“The Central Bank is an institution of the most deadly hostility existing against the Principles and form of our Constitution. I am an enemy to all banks discounting bills or notes for anything but coin. If the American people allow private banks to control the issuance of their currency, first by inflation, then by deflation the banks and corporations that grow up around them will deprive the people of all their property, until their children will wake up homeless on the continent their Fathers conquered.” – Thomas Jefferson
Our neighbors to the south in Georgia have introduced the Constitutional Tender Act (HB430), a piece of legislation that has profound implications for state sovereignty. This bill seeks to return the state of Georgia to a basic constitutional principle written in Article I, Section 10 of the U.S. Constitution, “No State shall … make any Thing but gold and silver Coin a Tender in Payment of Debts.”
The bill will require all taxes and debts be paid to the Georgia state government in gold or silver coin, or bank accounts backed by gold and silver. This will build a reserve of real money, gold and silver bullion, for the citizens of Georgia which would provide protection against the devaluation of the U.S. Dollar.
The paper Federal Reserve Notes that we use today have no intrinsic value of their own, they are fiat currency – only legal tender because the government declares them to be so. Before 1933, Federal Reserve Notes could be exchanged for gold bullion. President Franklin D. Roosevelt abolished this practice making Federal Reserve Notes only worth the value of the paper on which they are printed. Rapid inflation has ensued since the gold standard was abandoned, so that it now takes $16.64 in today’s currency to duplicate the buying power of $1 in 1933 (US Bureau of Labor and Statistics).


Every record that follows should be copied exactly. No picture belongs in the copy.
==== Listed records
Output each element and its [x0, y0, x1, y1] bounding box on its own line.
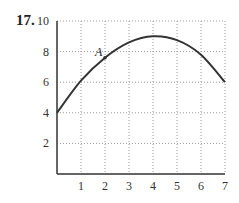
x-tick-label: 7: [222, 179, 228, 193]
x-tick-label: 3: [126, 179, 132, 193]
function-curve: [57, 36, 225, 113]
x-tick-label: 1: [78, 179, 84, 193]
y-tick-label: 8: [43, 45, 49, 59]
x-tick-label: 6: [198, 179, 204, 193]
x-tick-label: 4: [150, 179, 156, 193]
y-tick-label: 6: [43, 75, 49, 89]
y-tick-label: 10: [37, 14, 49, 28]
chart: 1234567246810A: [0, 0, 239, 203]
y-tick-label: 2: [43, 136, 49, 150]
x-tick-label: 5: [174, 179, 180, 193]
y-tick-label: 4: [43, 106, 49, 120]
point-marker: [103, 56, 107, 60]
point-label: A: [94, 45, 103, 59]
x-tick-label: 2: [102, 179, 108, 193]
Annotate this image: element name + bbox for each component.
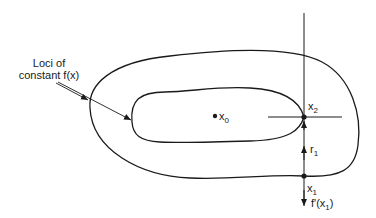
caption-pointer-outer <box>56 83 88 100</box>
point-x1 <box>301 173 306 178</box>
label-x1: x1 <box>307 182 317 194</box>
label-x0: x0 <box>219 110 229 122</box>
point-x0 <box>213 114 217 118</box>
label-x2: x2 <box>308 100 318 112</box>
caption-line-2: constant f(x) <box>14 69 84 81</box>
contour-diagram <box>0 0 376 218</box>
inner-contour <box>132 88 304 143</box>
caption-line-1: Loci of <box>14 57 84 69</box>
label-gradient: f'(x1) <box>311 197 333 209</box>
label-r1: r1 <box>310 143 318 155</box>
loci-caption: Loci of constant f(x) <box>14 57 84 81</box>
point-x2 <box>301 114 306 119</box>
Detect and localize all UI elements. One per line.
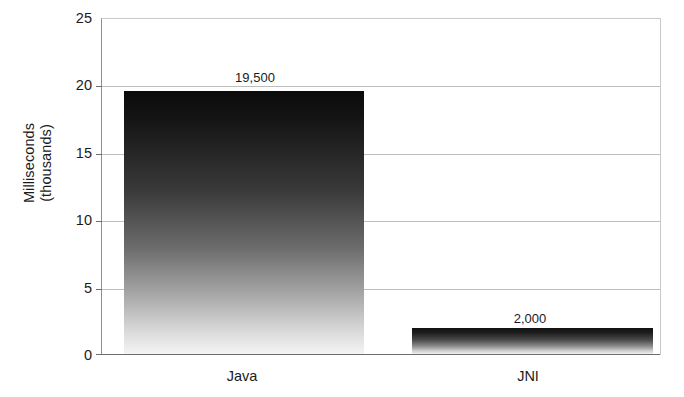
bar-chart: Milliseconds (thousands) 25 20 15 10 5 0… <box>0 0 684 397</box>
y-tick-label-20: 20 <box>58 77 92 93</box>
gridline-20 <box>102 86 660 87</box>
y-tick-label-0: 0 <box>58 347 92 363</box>
bar-value-label-java: 19,500 <box>235 70 275 85</box>
y-tick-label-10: 10 <box>58 212 92 228</box>
plot-area <box>101 18 661 355</box>
y-tick-label-15: 15 <box>58 145 92 161</box>
tick-mark-0 <box>96 354 102 355</box>
y-axis-title-line-1: Milliseconds <box>21 123 38 203</box>
tick-mark-10 <box>96 221 102 222</box>
y-tick-label-5: 5 <box>58 280 92 296</box>
tick-mark-5 <box>96 289 102 290</box>
bar-jni <box>412 328 653 354</box>
x-tick-label-java: Java <box>227 368 258 384</box>
tick-mark-15 <box>96 154 102 155</box>
x-tick-label-jni: JNI <box>517 368 539 384</box>
tick-mark-20 <box>96 86 102 87</box>
x-axis-line <box>102 354 660 355</box>
y-tick-label-25: 25 <box>58 10 92 26</box>
bar-value-label-jni: 2,000 <box>514 311 547 326</box>
bar-java <box>124 91 364 354</box>
y-axis-tick-labels: 25 20 15 10 5 0 <box>48 0 92 397</box>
========
The answer:
Output each element and its [x0, y0, x1, y1] bounding box on its own line.
x-tick-label: 7: [222, 179, 228, 193]
x-tick-label: 3: [126, 179, 132, 193]
function-curve: [57, 36, 225, 113]
x-tick-label: 1: [78, 179, 84, 193]
y-tick-label: 8: [43, 45, 49, 59]
x-tick-label: 6: [198, 179, 204, 193]
x-tick-label: 4: [150, 179, 156, 193]
y-tick-label: 6: [43, 75, 49, 89]
y-tick-label: 10: [37, 14, 49, 28]
chart: 1234567246810A: [0, 0, 239, 203]
y-tick-label: 2: [43, 136, 49, 150]
x-tick-label: 5: [174, 179, 180, 193]
y-tick-label: 4: [43, 106, 49, 120]
point-marker: [103, 56, 107, 60]
point-label: A: [94, 45, 103, 59]
x-tick-label: 2: [102, 179, 108, 193]
Annotate this image: element name + bbox for each component.
caption-pointer-outer <box>56 83 88 100</box>
point-x1 <box>301 173 306 178</box>
label-x1: x1 <box>307 182 317 194</box>
label-x0: x0 <box>219 110 229 122</box>
point-x0 <box>213 114 217 118</box>
label-x2: x2 <box>308 100 318 112</box>
caption-line-2: constant f(x) <box>14 69 84 81</box>
contour-diagram <box>0 0 376 218</box>
inner-contour <box>132 88 304 143</box>
caption-line-1: Loci of <box>14 57 84 69</box>
label-gradient: f'(x1) <box>311 197 333 209</box>
label-r1: r1 <box>310 143 318 155</box>
loci-caption: Loci of constant f(x) <box>14 57 84 81</box>
point-x2 <box>301 114 306 119</box>
Detect and localize all UI elements. One per line.
bar-chart: Milliseconds (thousands) 25 20 15 10 5 0… <box>0 0 684 397</box>
y-tick-label-20: 20 <box>58 77 92 93</box>
gridline-20 <box>102 86 660 87</box>
y-tick-label-0: 0 <box>58 347 92 363</box>
bar-value-label-java: 19,500 <box>235 70 275 85</box>
y-tick-label-10: 10 <box>58 212 92 228</box>
plot-area <box>101 18 661 355</box>
y-tick-label-15: 15 <box>58 145 92 161</box>
tick-mark-0 <box>96 354 102 355</box>
y-axis-title-line-1: Milliseconds <box>21 123 38 203</box>
tick-mark-10 <box>96 221 102 222</box>
y-tick-label-5: 5 <box>58 280 92 296</box>
tick-mark-5 <box>96 289 102 290</box>
bar-jni <box>412 328 653 354</box>
x-tick-label-java: Java <box>227 368 258 384</box>
tick-mark-15 <box>96 154 102 155</box>
x-tick-label-jni: JNI <box>517 368 539 384</box>
tick-mark-20 <box>96 86 102 87</box>
x-axis-line <box>102 354 660 355</box>
y-tick-label-25: 25 <box>58 10 92 26</box>
bar-value-label-jni: 2,000 <box>514 311 547 326</box>
bar-java <box>124 91 364 354</box>
y-axis-tick-labels: 25 20 15 10 5 0 <box>48 0 92 397</box>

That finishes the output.